This glorious performance by Cape Town Opera of the George Gershwin masterpiece had enough swagger and verve going for it to raise the roof.

Rarely have I heard such wonderful singing during all my years of reviewing for the Birmingham Post, and I would say that the company singing of the spiritual element which Gershwin brings to a ravishing score, left no emotional chord untouched in a crowded theatre.

This was performance unity given to us in a sensational way.

Everything cohesed smoothly and as the great solos faded (“Summertime”, “Bess You Is My Woman Now”, “It Ain’t Neccessarily So”) and the company singing moved in to develop the various themes, life on Gershwin’s Catfish Row, soared to a crescendo as beautifully-integrated choreography, music and high-powered voices reflected the joy these poverty-stricken people found in simply being alive.

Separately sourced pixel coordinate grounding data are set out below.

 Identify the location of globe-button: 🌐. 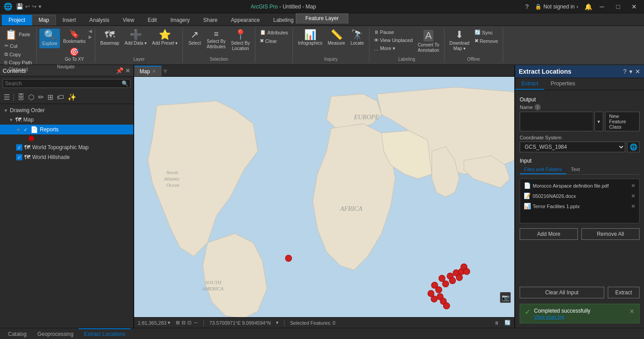
(633, 147).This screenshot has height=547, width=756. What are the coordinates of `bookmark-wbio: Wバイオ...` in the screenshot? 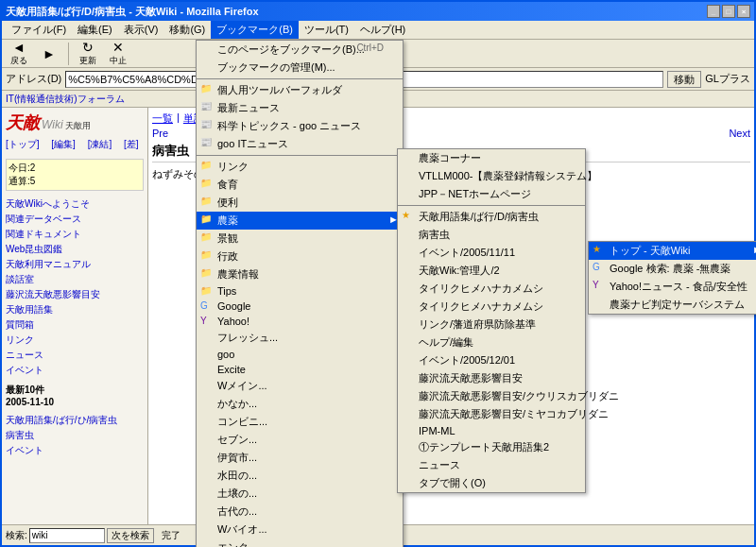 It's located at (300, 529).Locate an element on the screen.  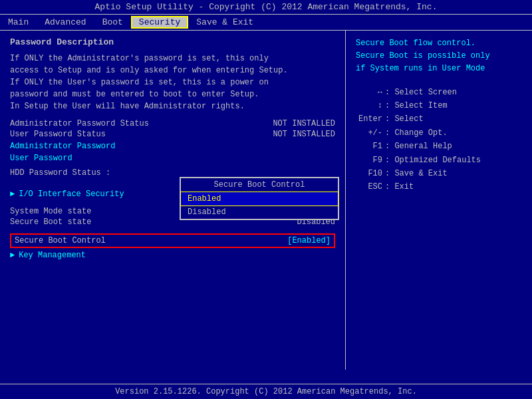
user-password-link: User Password is located at coordinates (173, 158). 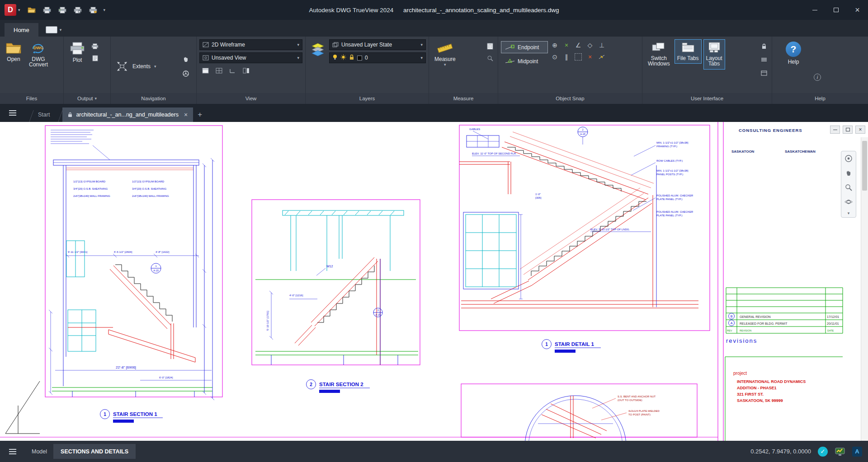 I want to click on app-logo-icon: D, so click(x=10, y=10).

The setting was a sort of cross-section of a beat-up, scaffolded, tenement house - once, no doubt, very beautiful, but as we see it in 1970s apartheid dominated Soweto, (where director Christine Crouse has set the production) it is merely a memory of what once was- an element of decay which runs through DuBose Heyward’s original novel: “Porgy” which inspired Gershwin in the first place.

Crouse’s Bess (the beautiful, highly accomplished TsakaneValentine Maswanganyi) and her Porgy ( the magnificent Xolela Sixaba) are real people, and your involvement with them is total.

Sixaba is unforgettable and Maswanganyi’s Bess, sniffing her packets of “happy dust”, leaves you breathless.

When she abandons Porgy and leaves finally for New York, she is unlikely to find little beyond tragically brutal sexual exploitation.

But mention must also be made of Aubrey Lodewyk’s intelligent, beautifully-sung Jake, Victor Ryan Robertson’s seductive Sporting Life and Philisa Sebeko’s intensely moving Clara.

But every performer singing with drive and pulse, gets across to the audience in an incomparable way.

They richly deserved their standing ovation.